In her taskbar she noticed she’d received some mail and maximised her Outlook Express. There was some junk and a message from a “nightvisitor” via her “smilingassassin” YouTube channel. She wasn’t familiar with the name.
Cool footage, LOL. I have a recording from same night. Interested in it for your channel?
The clip referred to was the one she’d captured on the exchange trip – the car crash girl who had started beating up on the crowd. It had earned Kelcie her highest hit rate: 7,133,462 and counting. She’d made quite a few bucks from advertising on that page. It had certainly reinforced her belief she could benefit financially from what she shot with her phone. When she’d agreed to chaperone the exchange students for the French trip, she’d thought there’d be rich pickings in terms of drunken indiscretions. Especially from her fellow escort, Ramiro Casales, who had mistakenly thought he was going to be knee-deep in horny sophomores before he started his medical training. But she hadn’t expected hitting pay dirt at the crash site they’d encountered on the drive back from Le Mans.
Maybe she could make even more cash by posting a new clip. Must have been one of the students. She thought she’d seen all the recordings from that night uploaded. Maybe a sixth person had used their camera. Perhaps whoever it was had captured something interesting enough to make it differ from the others.
She sent a response to nightvisitor:
R U on FB?
Kelcie couldn’t have known her reply appeared on an iPad less than thirty feet from her. It was inside the charcoal Toyota Corolla parked up behind the dumpster at the rear of her property.
*
Mimic looked up from the screen to Kelcie’s illuminated lounge window, wiped at the sediment at the corners of his mouth and pocketed the handkerchief. He’d been watching her all day and was now using her WiFi. Hacking her passwords had been easy, but it wasn’t just the removal of the clips that was paramount. He had to ensure that backup material was never uploaded again.
He’d confirmed she was more than happy to make money out of someone else’s misfortune. Not on the scale he did, but she certainly had her head screwed on. Trip Stillman was just a stupid kid that had uploaded something he shouldn’t. Kelcie Brooks had smarts.
With all of his targets now within a small area, his options were limited in terms of plausibly replicating historic homicides. It was his last contract, and the notion of dispensing with procedure was very tempting, particularly given his desire to take in the vista of the Flathead Valley from Lone Pine State Park.
Kelcie’s rented Four Mile Drive cabin was remote and surrounded by scrubland. He could easily get out of the car now and put a bullet through her skull. Nobody would hear. But Mimic had a dependable system and was too long in the tooth to start changing his ways, particularly when he was in no hurry and had accessible options at his fingers.
He grazed his nail over the iPad screen and found the news story that had piqued his interest. It had happened just over a year ago and twenty-two miles away from Kalispell.

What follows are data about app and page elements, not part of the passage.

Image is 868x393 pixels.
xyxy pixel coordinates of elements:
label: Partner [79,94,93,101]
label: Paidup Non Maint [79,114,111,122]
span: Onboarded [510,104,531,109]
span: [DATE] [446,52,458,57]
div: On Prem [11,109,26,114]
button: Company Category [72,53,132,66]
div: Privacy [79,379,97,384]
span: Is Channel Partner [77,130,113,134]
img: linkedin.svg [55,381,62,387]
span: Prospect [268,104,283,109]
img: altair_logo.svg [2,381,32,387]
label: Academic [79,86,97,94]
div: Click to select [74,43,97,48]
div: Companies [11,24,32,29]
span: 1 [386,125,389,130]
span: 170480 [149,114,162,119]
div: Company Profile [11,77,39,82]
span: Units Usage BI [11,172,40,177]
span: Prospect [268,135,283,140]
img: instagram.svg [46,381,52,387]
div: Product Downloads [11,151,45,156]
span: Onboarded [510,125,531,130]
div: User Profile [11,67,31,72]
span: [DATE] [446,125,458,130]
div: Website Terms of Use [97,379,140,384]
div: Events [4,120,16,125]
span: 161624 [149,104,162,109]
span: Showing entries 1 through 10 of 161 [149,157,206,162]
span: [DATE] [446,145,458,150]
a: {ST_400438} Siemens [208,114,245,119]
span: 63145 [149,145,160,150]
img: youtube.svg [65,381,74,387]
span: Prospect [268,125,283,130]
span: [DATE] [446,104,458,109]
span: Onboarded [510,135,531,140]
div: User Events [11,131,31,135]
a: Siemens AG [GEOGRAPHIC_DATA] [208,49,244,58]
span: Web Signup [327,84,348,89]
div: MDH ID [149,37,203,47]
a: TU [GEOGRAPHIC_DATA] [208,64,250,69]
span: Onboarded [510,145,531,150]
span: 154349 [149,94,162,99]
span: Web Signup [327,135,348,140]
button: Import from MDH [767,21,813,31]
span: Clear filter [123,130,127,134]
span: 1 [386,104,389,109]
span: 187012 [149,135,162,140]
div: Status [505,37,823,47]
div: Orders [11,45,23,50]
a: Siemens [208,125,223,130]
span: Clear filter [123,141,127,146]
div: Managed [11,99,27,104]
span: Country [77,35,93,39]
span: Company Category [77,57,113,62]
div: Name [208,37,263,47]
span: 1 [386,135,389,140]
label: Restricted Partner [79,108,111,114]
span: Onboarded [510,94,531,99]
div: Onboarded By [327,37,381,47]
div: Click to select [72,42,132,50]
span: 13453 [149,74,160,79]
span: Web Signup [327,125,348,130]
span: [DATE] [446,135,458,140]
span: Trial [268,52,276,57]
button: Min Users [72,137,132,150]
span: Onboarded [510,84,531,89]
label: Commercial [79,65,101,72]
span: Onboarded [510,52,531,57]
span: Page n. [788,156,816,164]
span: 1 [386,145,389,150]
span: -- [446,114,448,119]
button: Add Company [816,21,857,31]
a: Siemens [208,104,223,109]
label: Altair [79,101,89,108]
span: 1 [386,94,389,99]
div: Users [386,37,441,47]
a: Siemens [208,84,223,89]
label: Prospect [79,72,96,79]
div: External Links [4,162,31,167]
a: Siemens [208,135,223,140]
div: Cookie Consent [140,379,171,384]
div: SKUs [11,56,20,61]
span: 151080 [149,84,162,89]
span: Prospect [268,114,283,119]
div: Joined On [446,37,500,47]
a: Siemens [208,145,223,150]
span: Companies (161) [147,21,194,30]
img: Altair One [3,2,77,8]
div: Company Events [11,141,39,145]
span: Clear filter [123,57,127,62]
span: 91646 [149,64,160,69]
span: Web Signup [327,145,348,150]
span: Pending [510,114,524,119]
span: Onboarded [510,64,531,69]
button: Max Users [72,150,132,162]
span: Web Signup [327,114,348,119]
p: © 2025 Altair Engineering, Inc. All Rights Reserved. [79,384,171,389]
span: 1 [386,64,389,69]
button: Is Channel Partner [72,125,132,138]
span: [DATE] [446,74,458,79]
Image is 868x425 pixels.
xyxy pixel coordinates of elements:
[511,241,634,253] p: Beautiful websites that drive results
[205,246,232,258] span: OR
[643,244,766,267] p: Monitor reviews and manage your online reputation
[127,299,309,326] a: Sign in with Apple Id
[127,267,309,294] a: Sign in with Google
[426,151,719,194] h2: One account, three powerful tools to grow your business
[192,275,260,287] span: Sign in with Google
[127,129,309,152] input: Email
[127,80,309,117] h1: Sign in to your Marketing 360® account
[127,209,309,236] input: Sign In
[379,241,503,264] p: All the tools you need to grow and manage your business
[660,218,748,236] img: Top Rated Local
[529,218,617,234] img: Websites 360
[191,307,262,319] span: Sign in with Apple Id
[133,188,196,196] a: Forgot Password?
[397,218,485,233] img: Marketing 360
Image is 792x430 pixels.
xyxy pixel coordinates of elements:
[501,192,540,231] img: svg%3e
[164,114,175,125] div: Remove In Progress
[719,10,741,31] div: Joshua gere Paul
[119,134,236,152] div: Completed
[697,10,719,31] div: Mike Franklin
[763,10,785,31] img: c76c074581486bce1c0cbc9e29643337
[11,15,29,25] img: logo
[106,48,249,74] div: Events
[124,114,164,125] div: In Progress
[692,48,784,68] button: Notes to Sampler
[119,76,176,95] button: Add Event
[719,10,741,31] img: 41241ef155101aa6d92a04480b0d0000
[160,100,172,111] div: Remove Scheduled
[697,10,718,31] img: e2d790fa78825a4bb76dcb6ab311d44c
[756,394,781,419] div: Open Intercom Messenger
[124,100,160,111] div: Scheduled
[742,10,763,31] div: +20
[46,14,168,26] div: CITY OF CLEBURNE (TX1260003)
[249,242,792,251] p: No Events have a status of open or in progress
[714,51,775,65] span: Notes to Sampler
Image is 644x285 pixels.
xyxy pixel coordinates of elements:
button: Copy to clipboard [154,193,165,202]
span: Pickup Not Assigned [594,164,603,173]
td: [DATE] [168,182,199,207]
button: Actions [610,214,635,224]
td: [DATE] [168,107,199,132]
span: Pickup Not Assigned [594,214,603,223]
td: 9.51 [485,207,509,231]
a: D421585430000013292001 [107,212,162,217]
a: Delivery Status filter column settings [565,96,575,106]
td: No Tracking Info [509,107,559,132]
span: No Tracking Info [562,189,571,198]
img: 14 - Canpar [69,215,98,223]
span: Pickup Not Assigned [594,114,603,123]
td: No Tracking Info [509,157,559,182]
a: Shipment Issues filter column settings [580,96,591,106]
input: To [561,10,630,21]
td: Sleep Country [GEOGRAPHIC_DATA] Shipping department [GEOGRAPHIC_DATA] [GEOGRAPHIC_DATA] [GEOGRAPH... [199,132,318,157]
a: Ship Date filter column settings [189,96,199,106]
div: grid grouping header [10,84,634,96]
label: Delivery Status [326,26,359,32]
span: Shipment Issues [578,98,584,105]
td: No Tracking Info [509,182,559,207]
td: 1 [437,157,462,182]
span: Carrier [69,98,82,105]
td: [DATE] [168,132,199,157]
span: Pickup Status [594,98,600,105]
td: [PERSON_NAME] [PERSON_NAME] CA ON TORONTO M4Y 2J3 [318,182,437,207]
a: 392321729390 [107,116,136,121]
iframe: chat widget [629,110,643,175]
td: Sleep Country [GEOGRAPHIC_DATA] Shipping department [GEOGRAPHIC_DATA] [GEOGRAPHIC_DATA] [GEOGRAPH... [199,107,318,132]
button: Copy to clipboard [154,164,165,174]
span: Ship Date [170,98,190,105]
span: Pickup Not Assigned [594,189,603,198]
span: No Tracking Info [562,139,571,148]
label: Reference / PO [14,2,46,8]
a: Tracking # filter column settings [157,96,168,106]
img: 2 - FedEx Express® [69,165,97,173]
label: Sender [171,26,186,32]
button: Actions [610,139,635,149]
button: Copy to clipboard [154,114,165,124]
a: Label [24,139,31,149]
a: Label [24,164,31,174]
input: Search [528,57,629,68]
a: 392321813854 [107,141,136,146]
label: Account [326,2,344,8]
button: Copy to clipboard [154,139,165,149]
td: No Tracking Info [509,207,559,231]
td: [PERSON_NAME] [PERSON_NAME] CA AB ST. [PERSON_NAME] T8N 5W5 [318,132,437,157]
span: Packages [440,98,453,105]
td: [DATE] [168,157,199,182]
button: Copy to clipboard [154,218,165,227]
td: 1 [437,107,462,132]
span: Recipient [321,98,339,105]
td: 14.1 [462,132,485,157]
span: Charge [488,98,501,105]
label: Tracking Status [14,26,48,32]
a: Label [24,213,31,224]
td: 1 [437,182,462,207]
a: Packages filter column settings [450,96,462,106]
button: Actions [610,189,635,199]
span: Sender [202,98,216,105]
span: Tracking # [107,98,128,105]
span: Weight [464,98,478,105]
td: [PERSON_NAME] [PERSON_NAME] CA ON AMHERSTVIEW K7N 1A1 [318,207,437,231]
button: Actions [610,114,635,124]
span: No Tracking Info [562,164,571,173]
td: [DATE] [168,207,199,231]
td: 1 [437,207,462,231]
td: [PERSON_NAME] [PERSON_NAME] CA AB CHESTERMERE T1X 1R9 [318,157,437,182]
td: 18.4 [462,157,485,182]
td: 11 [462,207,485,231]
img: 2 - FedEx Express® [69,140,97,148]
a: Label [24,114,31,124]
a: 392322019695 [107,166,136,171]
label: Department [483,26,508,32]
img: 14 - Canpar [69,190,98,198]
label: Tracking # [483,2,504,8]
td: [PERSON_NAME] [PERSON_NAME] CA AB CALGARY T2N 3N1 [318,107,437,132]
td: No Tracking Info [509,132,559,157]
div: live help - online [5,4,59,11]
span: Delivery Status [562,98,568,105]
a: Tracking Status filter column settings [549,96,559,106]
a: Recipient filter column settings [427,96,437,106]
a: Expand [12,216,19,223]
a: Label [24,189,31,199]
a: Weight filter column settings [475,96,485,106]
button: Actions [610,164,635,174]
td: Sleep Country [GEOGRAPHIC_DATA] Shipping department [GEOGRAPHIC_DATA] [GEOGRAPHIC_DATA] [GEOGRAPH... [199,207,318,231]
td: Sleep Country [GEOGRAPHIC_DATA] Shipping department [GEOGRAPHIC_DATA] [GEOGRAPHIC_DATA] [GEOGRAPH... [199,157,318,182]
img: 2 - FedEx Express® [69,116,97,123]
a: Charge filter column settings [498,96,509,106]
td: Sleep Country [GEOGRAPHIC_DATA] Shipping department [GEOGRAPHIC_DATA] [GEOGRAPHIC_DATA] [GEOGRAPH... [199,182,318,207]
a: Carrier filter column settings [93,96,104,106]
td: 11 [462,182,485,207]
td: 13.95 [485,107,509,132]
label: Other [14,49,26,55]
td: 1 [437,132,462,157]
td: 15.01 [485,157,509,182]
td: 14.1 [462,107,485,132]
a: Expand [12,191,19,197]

ELDERLY WOMAN MUTILATED IN BIGFORK
Police have revealed that the body of eighty-four-year-old widow Virginia Greenspan, discovered at her Bigfork home in the early hours of last Sunday morning, had been extensively mutilated. The weapon used was a broken ketchup bottle found at the scene. The perpetrator forced entry and, after attacking Mrs Greenspan, had attempted to set a fire in the apartment.
The Flathead County Sheriff’s Department would like to interview a teenager seen in the immediate area wearing a Billings Bulls sweatshirt from their ongoing investigation.
Mimic did some further research and discovered they hadn’t.